J’attendrai is one of those songs that, when you first hear it, you want to play it on the guitar and sing it in performance.  The melody is perfect.  I have yet to see a performance of the song that didn’t glide with a gracious humanity.

Translated from French as — “I Will Wait” — J’attendrai was first made popular in 1938 by Rina Ketty and was written by Dino Olivier and Nino Rastelli.  J’attendrai is the hallmark song for the start of World War II as people all over the world prepared for an uncertain and dramatic future:

I will wait night and day,
I will wait forever,
For you to come back, I will wait, [I will wait]
For the bird flying away
Comes to seek oblivion in its nest.
Time flies and runs,
Beating sadly in my oh so heavy heart
And yet I will wait for you to come back

The most resonant, historic, performance of J’attendrai belongs to magnificent Jazz guitarist Django Reinhardt and expert violinist Stéphane Grappelli.

For a more modern take, here’s Tchavolo Schmitt playing J’attendrai with his fine trio:

My favorite J’attendrai performance of all time — so far! — is this one by a lovely trio of musicians who honor the French ancestry of the song, the historic guitar swing of Gypsy Jazz, and then take the next step to add a more modern sound with the saxophone to give the whole song a deeper edge and a harder airiness that lifts the spirit of the listener:

It amazes me how only certain songs endure to become a classic; and they get there by resisting total transformation.  As long as the melody endures, the rest of the song has a chance of standing against the test of timing and meandering tastes.

J’attendrai is one of those classic songs that grabs you from the present and drags you into the past.  The power of J’attendrai in performance is in the everlasting yearning for a return to a more innocent time of love and compassion and you honor that emotion by keeping the direness of the separation alive — even in the quickening beats of a modern rendering of the up-down la pompe of a wailing Gypsy Jazz guitar.

2 Comments

  1. it is a beautiful song, I love the way you have shown how it has endured and reflected the other musical influences that have emerged through time ………….. and still held onto its essence 🙂

    1. David Boles – New York City – David Boles was born in Nebraska and holds an MFA from the Oscar Hammerstein II Center for Theatre Studies at Columbia University in the City of New York. He is an author, dramatist, editor, publisher, and teacher who writes across the live stage, print, radio, television, film, and the web. With more than 50 books in print, David continues to write 2MM words a year and has authored over 25K articles. He is a member of the Dramatists Guild, the Authors Guild, and PEN America, and founded The United Stage advocacy platform on the principle that playwrights have a duty to direct their own work. Read the Prairie Voice Archive at Boles.com | Buy his books at David Boles Books Writing & Publishing at BolesBooks.com | Study with Script Professor at ScriptProfessor.com | Touch American Sign Language mastery at Hardcore ASL at HardcoreASL.com | Explore the Human Meme podcast at HumanMeme.com | Train with Boles Bells at BolesBells.com.
      David Boles says:

      Yes, the essence is strong in the song — that’s the tie that arcs from then to now.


| Activity |
Omit the pictures, and output the rest of the entries exactly as written.

*** Extracted information ***

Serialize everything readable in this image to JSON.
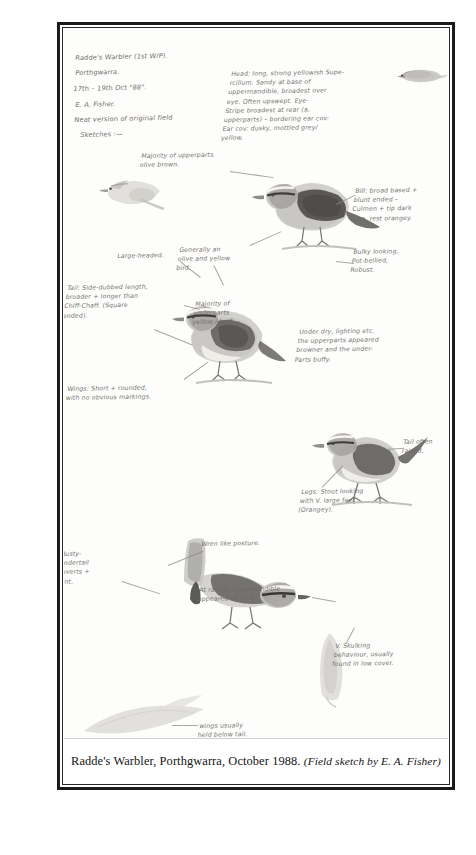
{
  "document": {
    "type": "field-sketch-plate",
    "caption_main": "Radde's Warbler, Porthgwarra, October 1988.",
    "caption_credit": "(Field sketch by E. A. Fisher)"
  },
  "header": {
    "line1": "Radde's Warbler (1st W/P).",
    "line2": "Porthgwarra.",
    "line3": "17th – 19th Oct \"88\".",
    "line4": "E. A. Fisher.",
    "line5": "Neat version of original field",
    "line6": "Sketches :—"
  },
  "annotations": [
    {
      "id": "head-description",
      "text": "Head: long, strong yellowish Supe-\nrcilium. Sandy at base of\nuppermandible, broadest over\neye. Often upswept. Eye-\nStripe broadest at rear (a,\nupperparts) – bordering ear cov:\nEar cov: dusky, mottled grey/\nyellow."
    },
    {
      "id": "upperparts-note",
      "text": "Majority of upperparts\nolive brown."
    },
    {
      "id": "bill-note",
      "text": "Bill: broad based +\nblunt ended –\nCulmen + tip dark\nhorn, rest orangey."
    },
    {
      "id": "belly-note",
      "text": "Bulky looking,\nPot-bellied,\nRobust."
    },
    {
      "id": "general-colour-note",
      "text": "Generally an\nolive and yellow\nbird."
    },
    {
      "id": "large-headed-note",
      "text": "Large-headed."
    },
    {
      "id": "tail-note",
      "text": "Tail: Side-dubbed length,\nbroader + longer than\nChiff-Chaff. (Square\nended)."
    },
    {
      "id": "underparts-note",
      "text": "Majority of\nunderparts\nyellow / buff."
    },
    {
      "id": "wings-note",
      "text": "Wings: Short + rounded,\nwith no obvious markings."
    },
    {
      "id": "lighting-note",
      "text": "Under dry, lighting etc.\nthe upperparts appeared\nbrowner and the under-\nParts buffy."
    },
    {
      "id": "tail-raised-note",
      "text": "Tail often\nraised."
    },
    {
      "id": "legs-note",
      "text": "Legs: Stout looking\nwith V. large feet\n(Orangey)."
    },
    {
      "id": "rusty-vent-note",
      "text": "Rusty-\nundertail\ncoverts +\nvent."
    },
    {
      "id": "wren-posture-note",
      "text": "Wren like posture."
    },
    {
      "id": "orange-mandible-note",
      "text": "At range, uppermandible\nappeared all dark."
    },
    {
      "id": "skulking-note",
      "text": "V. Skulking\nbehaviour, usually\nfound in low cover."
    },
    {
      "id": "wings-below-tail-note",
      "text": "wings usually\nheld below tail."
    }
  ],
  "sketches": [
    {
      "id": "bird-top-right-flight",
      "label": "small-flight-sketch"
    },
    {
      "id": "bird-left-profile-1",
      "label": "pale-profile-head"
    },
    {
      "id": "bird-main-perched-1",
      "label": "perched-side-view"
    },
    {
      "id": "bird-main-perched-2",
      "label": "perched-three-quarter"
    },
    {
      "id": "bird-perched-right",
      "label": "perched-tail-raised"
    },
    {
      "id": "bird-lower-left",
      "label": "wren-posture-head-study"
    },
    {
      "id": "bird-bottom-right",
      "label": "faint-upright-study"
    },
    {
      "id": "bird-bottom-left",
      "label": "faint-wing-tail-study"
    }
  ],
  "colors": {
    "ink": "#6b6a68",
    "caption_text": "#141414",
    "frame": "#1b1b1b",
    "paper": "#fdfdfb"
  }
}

*** End of Extracted information ***

| Solved exercise |
Serialize everything readable in this image to JSON.
{
  "document": {
    "type": "field-sketch-plate",
    "caption_main": "Radde's Warbler, Porthgwarra, October 1988.",
    "caption_credit": "(Field sketch by E. A. Fisher)"
  },
  "header": {
    "line1": "Radde's Warbler (1st W/P).",
    "line2": "Porthgwarra.",
    "line3": "17th – 19th Oct \"88\".",
    "line4": "E. A. Fisher.",
    "line5": "Neat version of original field",
    "line6": "Sketches :—"
  },
  "annotations": [
    {
      "id": "head-description",
      "text": "Head: long, strong yellowish Supe-\nrcilium. Sandy at base of\nuppermandible, broadest over\neye. Often upswept. Eye-\nStripe broadest at rear (a,\nupperparts) – bordering ear cov:\nEar cov: dusky, mottled grey/\nyellow."
    },
    {
      "id": "upperparts-note",
      "text": "Majority of upperparts\nolive brown."
    },
    {
      "id": "bill-note",
      "text": "Bill: broad based +\nblunt ended –\nCulmen + tip dark\nhorn, rest orangey."
    },
    {
      "id": "belly-note",
      "text": "Bulky looking,\nPot-bellied,\nRobust."
    },
    {
      "id": "general-colour-note",
      "text": "Generally an\nolive and yellow\nbird."
    },
    {
      "id": "large-headed-note",
      "text": "Large-headed."
    },
    {
      "id": "tail-note",
      "text": "Tail: Side-dubbed length,\nbroader + longer than\nChiff-Chaff. (Square\nended)."
    },
    {
      "id": "underparts-note",
      "text": "Majority of\nunderparts\nyellow / buff."
    },
    {
      "id": "wings-note",
      "text": "Wings: Short + rounded,\nwith no obvious markings."
    },
    {
      "id": "lighting-note",
      "text": "Under dry, lighting etc.\nthe upperparts appeared\nbrowner and the under-\nParts buffy."
    },
    {
      "id": "tail-raised-note",
      "text": "Tail often\nraised."
    },
    {
      "id": "legs-note",
      "text": "Legs: Stout looking\nwith V. large feet\n(Orangey)."
    },
    {
      "id": "rusty-vent-note",
      "text": "Rusty-\nundertail\ncoverts +\nvent."
    },
    {
      "id": "wren-posture-note",
      "text": "Wren like posture."
    },
    {
      "id": "orange-mandible-note",
      "text": "At range, uppermandible\nappeared all dark."
    },
    {
      "id": "skulking-note",
      "text": "V. Skulking\nbehaviour, usually\nfound in low cover."
    },
    {
      "id": "wings-below-tail-note",
      "text": "wings usually\nheld below tail."
    }
  ],
  "sketches": [
    {
      "id": "bird-top-right-flight",
      "label": "small-flight-sketch"
    },
    {
      "id": "bird-left-profile-1",
      "label": "pale-profile-head"
    },
    {
      "id": "bird-main-perched-1",
      "label": "perched-side-view"
    },
    {
      "id": "bird-main-perched-2",
      "label": "perched-three-quarter"
    },
    {
      "id": "bird-perched-right",
      "label": "perched-tail-raised"
    },
    {
      "id": "bird-lower-left",
      "label": "wren-posture-head-study"
    },
    {
      "id": "bird-bottom-right",
      "label": "faint-upright-study"
    },
    {
      "id": "bird-bottom-left",
      "label": "faint-wing-tail-study"
    }
  ],
  "colors": {
    "ink": "#6b6a68",
    "caption_text": "#141414",
    "frame": "#1b1b1b",
    "paper": "#fdfdfb"
  }
}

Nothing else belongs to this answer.